The crafting system is similar to your suit because you can gather materials to upgrade them, like air capacity, stasis, telekinesis, health, and armor. Another major addition is side missions. There are only seven of them in the game, but three additional ones are added for co-op only. I found these side missions boring because they were all the same. Go through the same identical compound, killing hordes of Necromorphs, to find a chest of stuff. The stuff isn’t even that good. The loot packs don’t give you much, so these side missions were disappointing. At least the main missions are fun and varied, with some fun scripted events. You can set out scavenger bots to help find loot if you want, but that’s just a distraction rather than a mission. I felt EA really tried too hard with this game. Instead of making the game memorable like the first one with scares, they just make it completely action-based and stretch out the world.

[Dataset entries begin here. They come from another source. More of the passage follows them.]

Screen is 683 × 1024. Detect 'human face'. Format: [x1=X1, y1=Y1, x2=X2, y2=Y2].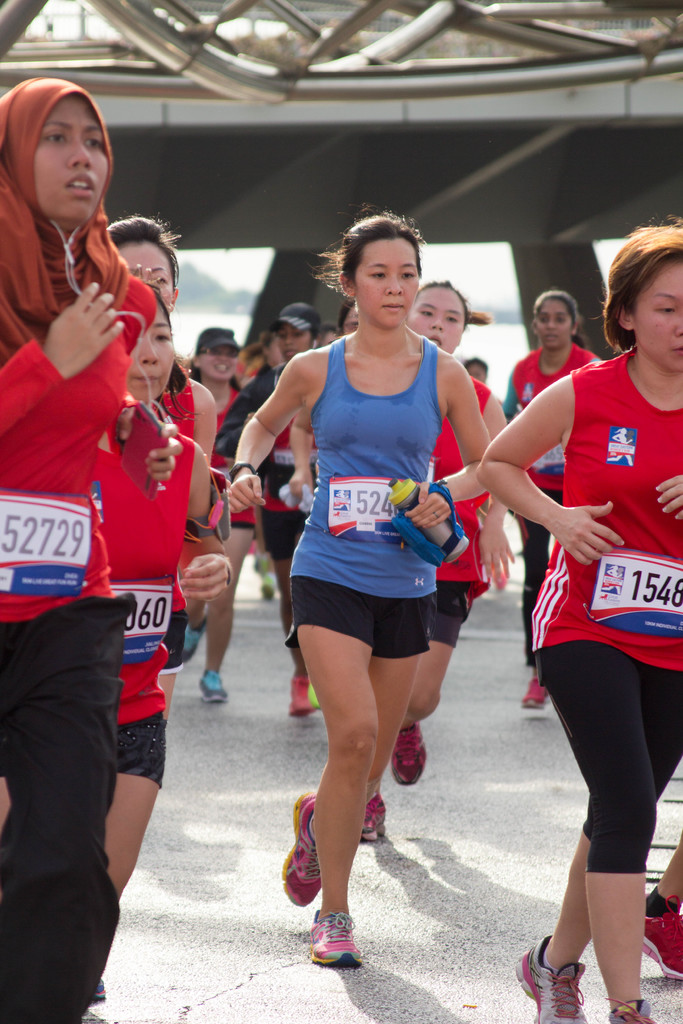
[x1=121, y1=243, x2=175, y2=302].
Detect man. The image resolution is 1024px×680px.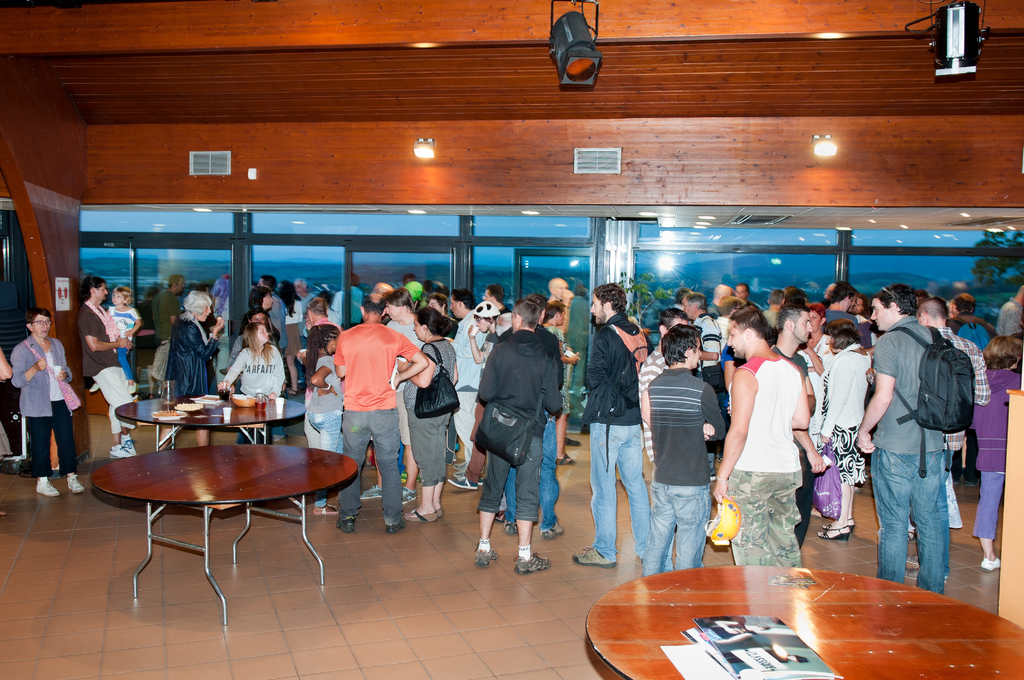
(left=333, top=290, right=434, bottom=537).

The first half consists of you floating around several ships in space, trying to find information and various other things. Humans are a new enemy in this game and are a nice change of pace, but the same old Necromorphs pop up. Sure, they are cool, but there weren’t enough new ones. By the end of the game, I was so sick of these damn things. I honestly don’t want to see another Necromorph again, not because they’re scary but because I’m tired of seeing them. The game just isn’t as scary as it used to be. In the beginning, it felt a bit eerie, but after that, it was just the same hordes of monsters coming at you. Once you are done being in space, you crash land on an icy planet, which is the “homeworld,” but things just feel the same here too.
The game just suffers from fatigue at this point. Fans will enjoy this game for sure, but you long for a good scare or something to really change. There is a lot of backtracking towards the end of the game, with you running back and forth through the same area several times. It is almost like the developers ran out of ideas towards the end. I would have loved a shorter, more solid campaign, but what is here is fun. The graphics look good on PC, but the textures still stink. Up-close shots really show that this is a console port. There are some nicer lighting effects, but they are subtle. Even an older rig can handle this game maxed out.
Should you buy this game? If you are a hardcore fan, sure, but I just suggest waiting for a price drop. When you finish this 15-hour campaign, you will be slightly disappointed. Sure, it’s fun and all, and crafting weapons is neat, but the scare factor that people expect when they play a Dead Space game is nearly gone.